Sintana Energy Inc. (SEI.V) (SEUSF) has been on fire so far in 2023, rising from $0.11 at the start of the year to a $0.27 close today. It has risen on the strength of its offshore oil interests in Namibia, an area of great speculation at the moment thanks to multiple billion barrel finds over the past year. SEI's business model limits cash burn and further dilution as larger partners will be spending the money to drill on the interests. What makes the opportunity even more special is the cheap leveraged upside available to traders. Warrants under the symbol SEI.WT have a strike price of $0.25 and expire in nine months but trade at only $0.05. We are going to focus on the multiple bagger potential of these warrants. We are up to 1,019 followers on our ValueTrades blog despite not giving out a lot of alerts, a fact that we think is indicative of a successful, diligent and prudent stock picking history. If you like our picks you can also follow this blog by clicking the follow button on the top of the left hand panel. We have 120 followers so far on here. You can also follow us on Twitter @StockTradePicks which has over 5,000 followers.
Sintana has oil interests in Colombia, but by far the most prospective opportunity is its multiple onshore and offshore holdings in and around the Orange Basin in Namibia. Two multi-billion barrel discoveries were made last year, but it was the third discovery announced in March by state-owned NAMCOR and its partners Shell and QatarEnergy that appeared to be the catalyst for SEI's recent rise in stock price as its potentially the biggest discovery to date.
Reviewing the company's corporate presentation, you get a good sense of where its interests lie relative to these three discoveries. Jonker-1X sits between Graff-1X and Venus-1X, even closer to PEL-83 and PEL-90:
Both are carried by larger players with drilling expected in 2023. However, given how SEI reacted since the announcement of the Jonker-1X find, it doesn't even need news on its own interests to continue its run. Another discovery made in the region will almost certainly lift the stock price, and if it happens to be done by SEI's partners on PEL 83, 87 or 90, the stock will lift into the stratosphere. There are 270 million shares outstanding, 390 million fully diluted when considering all of the options and warrants. A major discovery would most certainly justify a valuation well above SEI's current fully diluted market cap of $105 million.
This is where the warrants come in. They only trade at $0.05 with a strike price of $0.25. They are already $0.02 in the money and the stock price only needs to move up $0.03, or 11% in the next nine months in order to break even on them. Anything higher than that is profit on the warrants. This chart summarizes the opportunity.
If the stock drops to $0.25 or less by next March, the warrants are worthless. However, if an owner of the warrants decides to sell their warrants before expiry, they are likely to recover something from them even if the stock price drops below $0.25. At $0.27, the warrants are worth $0.02. By $0.30 the warrants break even at $0.05. Anything above that and the leveraging opportunity of the warrants becomes apparent. At $0.35, only a 30% upside on the stock from $0.27, the warrants will double. We think that this outcome is very likely to occur given the trend and interest in the Namibian region as well as news of drilling. If the stock reaches $0.50, an 85% increase, the warrants return 400% or five times your money.
We think that these warrants should be worth at least $0.08 to $0.10 right now, based on the upside leveraging opportunity they provide and the volatility and near-term speculative upside potential of the stock. Three months ago, Canadianwarrants.com rated these warrants as a bargain and worth $0.04 back when the stock was trading at only $0.14 and the warrants were far out of the money. Now that the warrants are in the money, it's likely the website will value these warrants around the $0.10 mark as we do once they update their chart.
Disclosure: We are long SEI, SEI.WT.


§ REQUIREMENT
The listing is to be returned word for word, without its images.

§ GIVEN ENTRIES
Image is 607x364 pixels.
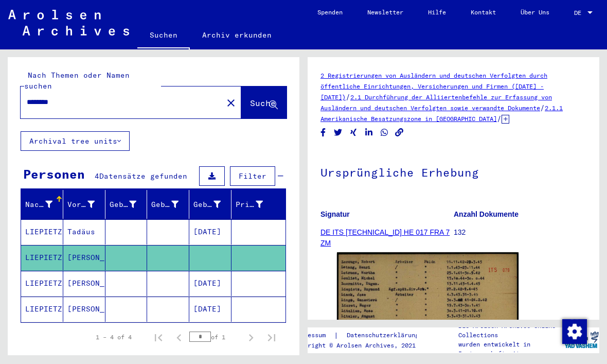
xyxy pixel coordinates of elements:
div: of 1 [189,332,241,341]
div: Nachname [25,196,65,212]
img: Arolsen_neg.svg [8,10,129,36]
a: Suchen [137,23,190,49]
div: Personen [23,165,85,183]
button: Copy link [395,126,405,139]
p: 132 [454,227,587,238]
a: 2.1 Durchführung der Alliiertenbefehle zur Erfassung von Ausländern und deutschen Verfolgten sowi... [321,93,552,111]
mat-cell: LIEPIETZ [21,219,63,244]
a: Archiv erkunden [190,23,284,47]
b: Anzahl Dokumente [454,210,519,218]
mat-header-cell: Vorname [63,190,106,219]
div: Nachname [25,199,52,210]
a: Datenschutzerklärung [339,330,431,341]
a: 2 Registrierungen von Ausländern und deutschen Verfolgten durch öffentliche Einrichtungen, Versic... [321,71,547,101]
button: Share on Facebook [318,126,329,139]
p: Die Arolsen Archives Online-Collections [459,321,563,339]
div: Vorname [67,199,95,210]
mat-cell: [PERSON_NAME] [63,297,106,321]
button: Previous page [169,326,189,347]
div: | [293,330,431,341]
p: Copyright © Arolsen Archives, 2021 [293,341,431,350]
h1: Ursprüngliche Erhebung [321,149,587,194]
span: 4 [95,172,99,181]
span: / [497,114,502,123]
button: Next page [241,326,262,347]
div: Geburtsdatum [194,196,234,212]
mat-label: Nach Themen oder Namen suchen [24,71,130,91]
span: Filter [239,172,266,181]
button: Archival tree units [21,131,130,151]
span: / [346,92,350,101]
div: Geburtsname [109,196,150,212]
div: Prisoner # [236,196,276,212]
mat-cell: [DATE] [189,271,231,296]
mat-header-cell: Prisoner # [231,190,286,219]
mat-icon: close [225,97,237,109]
p: wurden entwickelt in Partnerschaft mit [459,339,563,358]
div: Geburtsname [109,199,137,210]
button: Filter [230,166,275,186]
a: DE ITS [TECHNICAL_ID] HE 017 FRA 7 ZM [321,228,450,247]
button: Share on Twitter [333,126,344,139]
button: Last page [262,326,282,347]
mat-cell: LIEPIETZ [21,271,63,296]
mat-cell: [DATE] [189,297,231,321]
span: / [540,103,545,112]
div: Prisoner # [236,199,263,210]
span: Datensätze gefunden [99,172,187,181]
mat-header-cell: Geburtsname [106,190,148,219]
span: Suche [250,98,276,108]
mat-header-cell: Geburtsdatum [189,190,231,219]
div: Geburt‏ [152,196,192,212]
mat-cell: [DATE] [189,219,231,244]
mat-cell: LIEPIETZ [21,245,63,270]
button: First page [148,326,169,347]
img: Zustimmung ändern [562,319,587,344]
mat-cell: LIEPIETZ [21,297,63,321]
div: 1 – 4 of 4 [96,332,132,341]
b: Signatur [321,210,350,218]
mat-cell: [PERSON_NAME] [63,245,106,270]
div: Geburt‏ [152,199,179,210]
mat-header-cell: Geburt‏ [147,190,189,219]
mat-cell: Tadäus [63,219,106,244]
mat-cell: [PERSON_NAME] [63,271,106,296]
button: Suche [242,86,286,119]
div: Vorname [67,196,108,212]
button: Share on Xing [349,126,359,139]
a: Impressum [293,330,334,341]
div: Geburtsdatum [194,199,221,210]
span: DE [575,9,586,16]
button: Clear [221,92,242,113]
mat-header-cell: Nachname [21,190,63,219]
button: Share on WhatsApp [379,126,390,139]
button: Share on LinkedIn [364,126,374,139]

§ RESPONSE TO THIS EXERCISE
Image is 607x364 pixels.
xyxy pixel coordinates of elements:
div: of 1 [189,332,241,341]
div: Nachname [25,196,65,212]
img: Arolsen_neg.svg [8,10,129,36]
a: Suchen [137,23,190,49]
div: Personen [23,165,85,183]
button: Copy link [395,126,405,139]
p: 132 [454,227,587,238]
a: 2.1 Durchführung der Alliiertenbefehle zur Erfassung von Ausländern und deutschen Verfolgten sowi... [321,93,552,111]
mat-cell: LIEPIETZ [21,219,63,244]
a: Archiv erkunden [190,23,284,47]
b: Anzahl Dokumente [454,210,519,218]
mat-header-cell: Vorname [63,190,106,219]
div: Nachname [25,199,52,210]
a: Datenschutzerklärung [339,330,431,341]
a: 2 Registrierungen von Ausländern und deutschen Verfolgten durch öffentliche Einrichtungen, Versic... [321,71,547,101]
button: Share on Facebook [318,126,329,139]
p: Die Arolsen Archives Online-Collections [459,321,563,339]
div: Vorname [67,199,95,210]
mat-cell: [PERSON_NAME] [63,297,106,321]
button: Previous page [169,326,189,347]
div: | [293,330,431,341]
p: Copyright © Arolsen Archives, 2021 [293,341,431,350]
h1: Ursprüngliche Erhebung [321,149,587,194]
span: 4 [95,172,99,181]
span: / [497,114,502,123]
button: Next page [241,326,262,347]
div: Geburtsdatum [194,196,234,212]
mat-label: Nach Themen oder Namen suchen [24,71,130,91]
span: Filter [239,172,266,181]
button: Archival tree units [21,131,130,151]
span: / [346,92,350,101]
div: Geburtsname [109,196,150,212]
div: Prisoner # [236,196,276,212]
mat-cell: [DATE] [189,271,231,296]
mat-header-cell: Prisoner # [231,190,286,219]
mat-icon: close [225,97,237,109]
p: wurden entwickelt in Partnerschaft mit [459,339,563,358]
div: Geburtsname [109,199,137,210]
button: Filter [230,166,275,186]
a: DE ITS [TECHNICAL_ID] HE 017 FRA 7 ZM [321,228,450,247]
button: Share on Twitter [333,126,344,139]
button: Last page [262,326,282,347]
mat-cell: LIEPIETZ [21,271,63,296]
mat-cell: [DATE] [189,297,231,321]
span: / [540,103,545,112]
div: Prisoner # [236,199,263,210]
span: Datensätze gefunden [99,172,187,181]
mat-header-cell: Geburtsname [106,190,148,219]
span: Suche [250,98,276,108]
mat-header-cell: Geburtsdatum [189,190,231,219]
div: Geburt‏ [152,196,192,212]
mat-cell: [DATE] [189,219,231,244]
mat-cell: LIEPIETZ [21,245,63,270]
button: First page [148,326,169,347]
img: Zustimmung ändern [562,319,587,344]
mat-cell: LIEPIETZ [21,297,63,321]
div: 1 – 4 of 4 [96,332,132,341]
b: Signatur [321,210,350,218]
mat-cell: [PERSON_NAME] [63,245,106,270]
div: Geburt‏ [152,199,179,210]
mat-header-cell: Geburt‏ [147,190,189,219]
mat-cell: Tadäus [63,219,106,244]
mat-cell: [PERSON_NAME] [63,271,106,296]
button: Suche [242,86,286,119]
div: Vorname [67,196,108,212]
button: Share on Xing [349,126,359,139]
a: Impressum [293,330,334,341]
div: Geburtsdatum [194,199,221,210]
span: DE [575,9,586,16]
button: Clear [221,92,242,113]
mat-header-cell: Nachname [21,190,63,219]
button: Share on WhatsApp [379,126,390,139]
button: Share on LinkedIn [364,126,374,139]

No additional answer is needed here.